LOST ROSES is the eagerly awaited new novel from the author of LILAC GIRLS. This is a prequel as the protagonist is Eliza Ferriday, the mother of Caroline Ferriday, who readers came to know in Martha Hall Kelly’s much-talked-about debut. The kernel for the story came to Martha when she was researching LILAC GIRLS and saw a newspaper clipping about how Eliza had sold Russian handmade items from her swanky New York apartment to benefit White Russians who had fled Russia. You can see how Eliza influenced Caroline and made her into the strong women she became.

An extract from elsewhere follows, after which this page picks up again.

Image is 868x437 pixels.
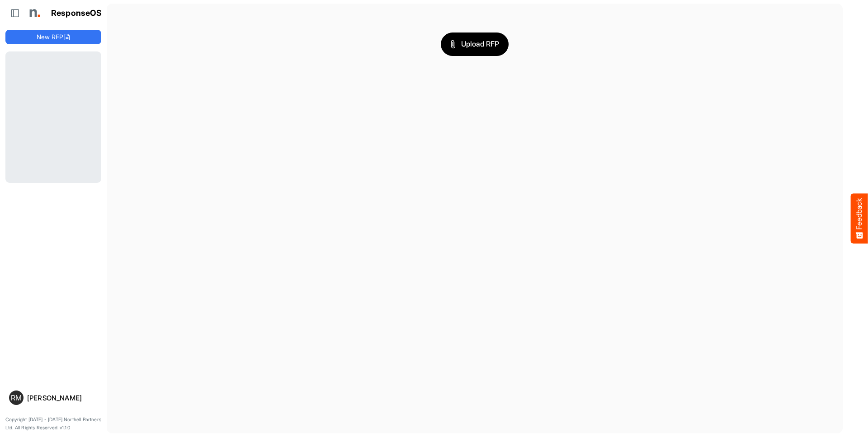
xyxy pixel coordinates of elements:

Once again, the story is told through the voices of three female characters, this time set during World War I. The book opens in the United States in 1914 before moving to Russia and then to Paris. Caroline makes a few brief cameos, but this story is Eliza’s to share. Besides Eliza, her friend Sofya Streshnayva, who is a cousin of the Romanovs, and Varinka, who is a kitchen worker, are the characters, each lending a perspective that moves the story forward.

The strife in St. Petersburg is not sugarcoated; tensions are high in the country, and there is definitely an intense disparity between the haves and the have nots. Sofya and her family flee to the country when it becomes dangerous to live in St. Petersburg. She keeps Eliza apprised of the tensions, and her American friend wonders what she can do on her behalf. Taras, a revolutionary, despises the bourgeois White Russians and all that they stand for. He is out for blood, and his relationship to Varinka spells danger for Sofya and those around her.

There are many pivotal moments in the story --- ones that will have readers turning pages to reach more.

LILAC GIRLS was my book group’s favorite book of the year last year. We had a chance to Skype with Martha after reading advance copies of LOST ROSES. During our conversation, Martha took us back to her early days of discovering the story of Caroline Ferriday when she visited the Bellamy-Ferriday House. She walked us through her writing and researching right up until the project that she is working on now, a book about the Civil War, which will be yet another prequel featuring a Ferriday relative.

I actually loved LOST ROSES even more than LILAC GIRLS. I think that the character of Herta in LILAC GIRLS made part of that book tough reading for me. Here the villain character feels more endearing.

For book clubs, perhaps read the books back to back, or even read LOST ROSES first and then move on to LILAC GIRLS. I am so looking forward to the Civil War book!